‘Border Kids’ Immigration Influx Is Once Again On The Rise

As reported by NPR: Detainees sleep and watch television in a holding cell where hundreds of mostly Central American immigrant children are being processed at a U.S. Customs facility in Nogales, Texas.

As reported by NPR: Detainees sleep and watch television in a holding cell where hundreds of mostly Central American immigrant children are being processed at a U.S. Customs facility in Nogales, Texas.

A Texas newspaper reports that the number of unaccompanied children being apprehended at the southern United States border – I’ve dubbed them “border kids” – is once again on the increase. Reporter Dylan Baddor at the Mount Pleasant Daily Tribune writes that in the Border Patrol’s Big Bend sector of Texas, “the number of unaccompanied children apprehended trying to enter the country during that period averaged 24 between 2010 and 2014. This year agents tallied 319.”
 
Statewide, says the report, 7,390 unaccompanied children were caught crossing in those two months, and 85 percent increase over the same period last year. The newspaper quotes Marc Rosenblum, a deputy director at the Migration Policy Institute in Washington D.C., saying that“… we’re clearly seeing a significant uptick.”
 
The Border Kids crisis became a national focus last year and prompted the Obama Administration to fast-track the cases, sometimes moving them to the “front of the line” in a backed-up immigration court system. Current estimates are that more than 450,000 cases are backlogged in the courts, which are actual civil procedures held as part of the U.S. Justice Department.
 
See the Daily Tribune story here: http://www.dailytribune.net/site/about.html

Obama Immigration Case Has Implications For Presidential Race

The Christian Science Monitor, or a we call it around here “the other Monitor,” has an excellent analysis of how President Obama’s executive action case might influence the 2016 presidential race. You may have noted that a federal court sided with a lower court that the president over-reached in his actions that effected about 5 million of the estimated 11 million undocumented folks in the United States.
 
The CSM notes the timing: “If the Supreme Court opts to hear the case, it would likely issue a decision next June – just as the 2016 presidential race is heading into the home stretch. And the implications for the Latino vote could be big, not only for the top of the ticket but also in key Senate races in states with large Latino populations, such as Nevada, Florida, Colorado, and Illinois.”
 

President’s Immigration Action Headed To Supreme Court?

As reported by Reuters on 11/10/15: "U.S. President Barack Obama delivers remarks at an Organizing for Action event in Washington November 9, 2015. REUTERS/Yuri Gripas"

As reported by Reuters on 11/10/15: “U.S. President Barack Obama delivers remarks at an Organizing for Action event in Washington November 9, 2015. REUTERS/Yuri Gripas”

In a move that seems likely to bring the U.S. Supreme Court into the legal fray over President Obama’s executive actions on immigration, the 5th U.S. Circuit Court of Appeals in New Orleans decided 2-1 to uphold a May injunction against the measure. Reuters notes that the decision “… deals a blow to Obama’s plan, opposed by Republicans and challenged by 26 states. The states, all led by Republican governors, said the federal government exceeded its authority in demanding whole categories of immigrants be protected.”
 
Millions of immigrants are effected by the court decision but “discretion” in law enforcement is expected pending further legal appeals, most likely to the Supreme Court.
 

Read more at Reuters.

Immigration Backlog Shows Need For More Lawyers

This photo was part of an NBC News report, "Demand Intensifies for Nonprofit Immigration Lawyers" discussing how the US immigration system is seriously lacking in how it represents the poor.

This photo was part of an NBC News report, “Demand Intensifies for Nonprofit Immigration Lawyers” discussing how the US immigration system is seriously lacking in how it represents the poor.


NBC News is among those taking a look back at 2014 and finding the country’s immigration system seriously lacking in how it represents the poor. Says NBC, “… the past summer’s flocking of children and families to the U.S.-Mexico border, the president’s impending executive action on immigration and the two-year-old Deferred Action for Childhood Arrivals, DACA, have intensified demand for immigration attorneys, particularly those who charge little to nothing. With each success, they amplify the difference good legal help can make in the lives of immigrants.”
 
NBC has this quote in it’s Storyline report: “We’ve long known that results in immigration court, in particular, vary widely depending on whether you have legal representation or not,” said Crystal Williams, American Immigration Lawyers Association, AILA, executive director. She adds that “… what we are seeing quite honestly, is the people who are getting asylum and are getting bonded out of (the immigration detention center in) Artesia, had the attorneys not been there, they would have been removed already.”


What you should do:
Read the records below. Copy each line where the string "again" occurs.

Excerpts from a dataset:
=== Section Start ===

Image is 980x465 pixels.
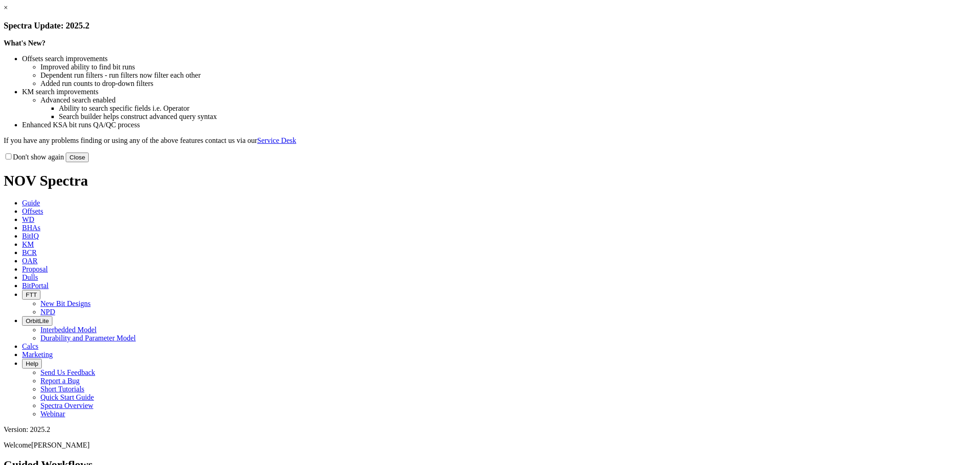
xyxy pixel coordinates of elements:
input: Don't show again [6,153,11,159]
li: Offsets search improvements [22,55,976,63]
a: NPD [40,307,55,316]
h1: NOV Spectra [4,172,976,189]
li: Dependent run filters - run filters now filter each other [40,71,976,80]
a: New Bit Designs [40,299,91,307]
span: Calcs [22,342,38,350]
li: Ability to search specific fields i.e. Operator [59,104,976,112]
span: Offsets [22,207,43,215]
span: OrbitLite [26,318,48,324]
li: Enhanced KSA bit runs QA/QC process [22,121,976,129]
span: FTT [26,291,37,298]
strong: What's New? [4,39,45,47]
span: BitIQ [22,232,38,240]
button: Close [66,152,89,162]
span: Guide [22,199,40,207]
span: [PERSON_NAME] [31,441,89,448]
a: Webinar [40,410,65,417]
span: Dulls [22,273,38,281]
a: Send Us Feedback [40,368,95,376]
span: BitPortal [22,281,48,290]
a: Short Tutorials [40,385,84,393]
li: Advanced search enabled [40,96,976,104]
span: Proposal [22,265,48,273]
li: KM search improvements [22,88,976,96]
li: Search builder helps construct advanced query syntax [59,112,976,121]
a: Service Desk [257,137,296,144]
span: WD [22,216,34,223]
p: Welcome [4,441,976,449]
span: OAR [22,256,38,265]
h3: Spectra Update: 2025.2 [4,20,976,31]
span: Help [26,360,38,367]
a: Quick Start Guide [40,393,94,401]
p: If you have any problems finding or using any of the above features contact us via our [4,137,976,145]
a: Report a Bug [40,376,80,385]
span: KM [22,240,34,248]
a: Durability and Parameter Model [40,334,136,342]
span: BCR [22,249,37,256]
div: Version: 2025.2 [4,425,976,434]
li: Improved ability to find bit runs [40,63,976,71]
label: Don't show again [4,153,64,161]
li: Added run counts to drop-down filters [40,80,976,88]
span: BHAs [22,224,40,232]
span: Marketing [22,350,53,358]
a: × [4,4,8,11]
a: Interbedded Model [40,325,96,334]
a: Spectra Overview [40,401,93,410]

=== Section End ===

Result below:
input: Don't show again [6,153,11,159]
label: Don't show again [4,153,64,161]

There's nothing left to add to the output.